All I can do now is pose myself, and those around me, a simple question. Is it worth it? No. It is not. It cannot be. Do not come to me ever saying that this is a "necessary price", that "transitions are always bloody", that there are "lesser" or "necessary evils". There are not. We screwed up, big time, all of us. The dictator refuses to budge, refuses to bend, refuses to reform, cracks down on his own people, and what do we do? Do we help the citizens find a voice? Do we pressure said government to pull its head out of its ass? No, we do not. We flood the country with weapons, we arm militia groups. Ignorant, bloodthirsty thugs who love their sects more than they love their country. People who are prepared to die, yes, but also people who will do so no matter how many more they drag down with them.
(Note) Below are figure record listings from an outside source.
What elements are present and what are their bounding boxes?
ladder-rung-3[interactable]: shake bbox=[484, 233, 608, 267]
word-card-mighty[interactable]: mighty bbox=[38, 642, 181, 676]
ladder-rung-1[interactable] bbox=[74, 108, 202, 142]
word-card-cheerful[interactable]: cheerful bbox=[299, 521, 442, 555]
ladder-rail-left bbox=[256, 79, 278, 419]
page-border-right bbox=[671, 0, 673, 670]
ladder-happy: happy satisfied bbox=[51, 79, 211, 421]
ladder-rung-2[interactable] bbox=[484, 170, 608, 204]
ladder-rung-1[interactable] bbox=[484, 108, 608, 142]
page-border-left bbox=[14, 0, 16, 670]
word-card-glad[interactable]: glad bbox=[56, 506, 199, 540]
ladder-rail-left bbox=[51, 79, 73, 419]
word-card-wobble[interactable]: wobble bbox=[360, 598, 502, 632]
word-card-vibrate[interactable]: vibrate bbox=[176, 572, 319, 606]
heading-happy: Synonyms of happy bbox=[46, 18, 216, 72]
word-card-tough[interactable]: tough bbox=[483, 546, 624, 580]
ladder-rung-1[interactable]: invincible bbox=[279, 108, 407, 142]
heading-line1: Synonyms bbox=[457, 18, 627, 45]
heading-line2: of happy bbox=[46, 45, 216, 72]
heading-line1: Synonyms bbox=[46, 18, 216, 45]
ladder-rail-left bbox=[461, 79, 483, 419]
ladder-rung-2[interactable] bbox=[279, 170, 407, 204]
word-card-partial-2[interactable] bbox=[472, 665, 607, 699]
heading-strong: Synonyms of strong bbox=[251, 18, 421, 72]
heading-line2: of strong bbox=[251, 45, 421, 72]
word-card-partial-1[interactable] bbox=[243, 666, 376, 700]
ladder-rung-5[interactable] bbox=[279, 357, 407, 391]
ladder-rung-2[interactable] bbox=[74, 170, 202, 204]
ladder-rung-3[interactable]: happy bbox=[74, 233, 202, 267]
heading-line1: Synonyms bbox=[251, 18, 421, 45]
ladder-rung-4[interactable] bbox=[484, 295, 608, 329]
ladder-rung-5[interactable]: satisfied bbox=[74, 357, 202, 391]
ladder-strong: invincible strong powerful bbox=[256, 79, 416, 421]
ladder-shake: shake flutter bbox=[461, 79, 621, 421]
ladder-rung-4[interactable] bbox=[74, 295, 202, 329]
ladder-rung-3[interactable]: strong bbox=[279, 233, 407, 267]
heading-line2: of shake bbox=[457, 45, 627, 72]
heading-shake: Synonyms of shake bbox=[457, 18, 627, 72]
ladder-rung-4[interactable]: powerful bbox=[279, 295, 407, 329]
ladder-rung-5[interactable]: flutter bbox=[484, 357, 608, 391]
We bless these groups, and even anoint them with legitimacy, while what happens (legally speaking), is a Head of State who is refusing to go simply because "well...because Ben Ali and Ali Abdallah Saleh did". Is the government power hungry? Sure. Is it corrupt? I don't think anyone can object to that. Were there no alternatives to all of this? Of course there were.
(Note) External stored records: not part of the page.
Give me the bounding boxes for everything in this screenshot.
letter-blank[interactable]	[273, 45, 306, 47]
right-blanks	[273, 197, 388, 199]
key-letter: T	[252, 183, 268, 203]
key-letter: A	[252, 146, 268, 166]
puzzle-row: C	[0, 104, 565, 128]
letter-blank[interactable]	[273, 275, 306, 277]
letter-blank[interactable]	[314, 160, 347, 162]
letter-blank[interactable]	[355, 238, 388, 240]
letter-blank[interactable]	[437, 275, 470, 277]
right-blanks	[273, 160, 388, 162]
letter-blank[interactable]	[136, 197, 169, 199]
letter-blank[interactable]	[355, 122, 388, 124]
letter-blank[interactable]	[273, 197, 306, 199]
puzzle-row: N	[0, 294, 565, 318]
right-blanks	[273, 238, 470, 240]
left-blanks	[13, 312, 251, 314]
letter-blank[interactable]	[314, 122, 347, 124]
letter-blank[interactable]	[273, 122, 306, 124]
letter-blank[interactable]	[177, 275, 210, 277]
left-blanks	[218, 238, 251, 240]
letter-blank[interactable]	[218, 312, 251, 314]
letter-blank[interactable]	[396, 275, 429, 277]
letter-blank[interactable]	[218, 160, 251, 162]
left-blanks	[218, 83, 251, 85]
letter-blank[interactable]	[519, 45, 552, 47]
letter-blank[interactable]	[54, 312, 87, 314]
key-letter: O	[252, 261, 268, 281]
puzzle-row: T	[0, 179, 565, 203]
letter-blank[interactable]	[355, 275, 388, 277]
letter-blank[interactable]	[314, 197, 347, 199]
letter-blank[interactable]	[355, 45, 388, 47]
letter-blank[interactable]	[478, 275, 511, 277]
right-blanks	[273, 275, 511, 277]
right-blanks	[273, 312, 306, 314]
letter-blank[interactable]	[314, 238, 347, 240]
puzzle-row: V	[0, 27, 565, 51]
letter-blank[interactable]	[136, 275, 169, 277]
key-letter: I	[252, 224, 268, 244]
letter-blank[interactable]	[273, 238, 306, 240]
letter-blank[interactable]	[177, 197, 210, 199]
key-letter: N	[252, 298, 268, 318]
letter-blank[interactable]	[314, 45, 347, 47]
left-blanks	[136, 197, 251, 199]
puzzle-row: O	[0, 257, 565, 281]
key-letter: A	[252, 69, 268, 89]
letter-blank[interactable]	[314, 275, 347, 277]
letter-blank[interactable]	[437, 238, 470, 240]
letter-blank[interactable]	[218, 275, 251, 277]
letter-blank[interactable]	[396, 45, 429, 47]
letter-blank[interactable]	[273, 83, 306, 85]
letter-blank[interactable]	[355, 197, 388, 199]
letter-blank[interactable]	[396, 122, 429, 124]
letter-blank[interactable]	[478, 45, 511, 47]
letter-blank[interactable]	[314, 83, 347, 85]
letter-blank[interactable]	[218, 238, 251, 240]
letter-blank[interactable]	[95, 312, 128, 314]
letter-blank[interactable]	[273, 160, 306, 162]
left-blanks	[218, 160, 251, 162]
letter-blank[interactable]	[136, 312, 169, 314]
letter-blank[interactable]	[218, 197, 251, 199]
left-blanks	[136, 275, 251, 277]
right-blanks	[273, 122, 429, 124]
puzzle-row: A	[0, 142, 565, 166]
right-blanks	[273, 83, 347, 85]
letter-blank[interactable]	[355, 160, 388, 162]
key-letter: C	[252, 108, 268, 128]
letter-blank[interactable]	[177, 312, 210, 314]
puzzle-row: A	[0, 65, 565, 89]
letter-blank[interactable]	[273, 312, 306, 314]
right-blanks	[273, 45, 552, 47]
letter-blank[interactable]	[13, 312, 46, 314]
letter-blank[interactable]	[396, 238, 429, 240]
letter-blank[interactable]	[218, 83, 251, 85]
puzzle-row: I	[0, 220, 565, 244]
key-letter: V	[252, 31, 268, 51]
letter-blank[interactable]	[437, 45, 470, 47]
But pitting Shi'ites against Sunni, crippling an enemy for good, forcing new markets to (eventually) open up to western goods, pulling all sorts of strings and stacking up all sorts of credit (to be exacted, no doubt,  at usury rates) seemed and seems more important than asking Syrians if they did not prefer to go through a political battle, rather than being engulfed in a full-on war, fought by a bunch of barbarians, in their streets and in their houses, with a dreadfully cold winter upon them, with no international help, and very little recognition, no information, surrounded by states that are at best paying lip-service to their plight, when they are not downright hostile to them or trying to exploit them as a negotiation tool (see the case of refugees).

But most importantly, and I don't give a flying shit if it sounds egoistic, it robs my loved ones of sleep, it makes them dread the future, it makes them worry sick, and I cannot just look the other way and keep to myself. If it is only to say that I am infuriated and disgusted, I will use this web space to do so.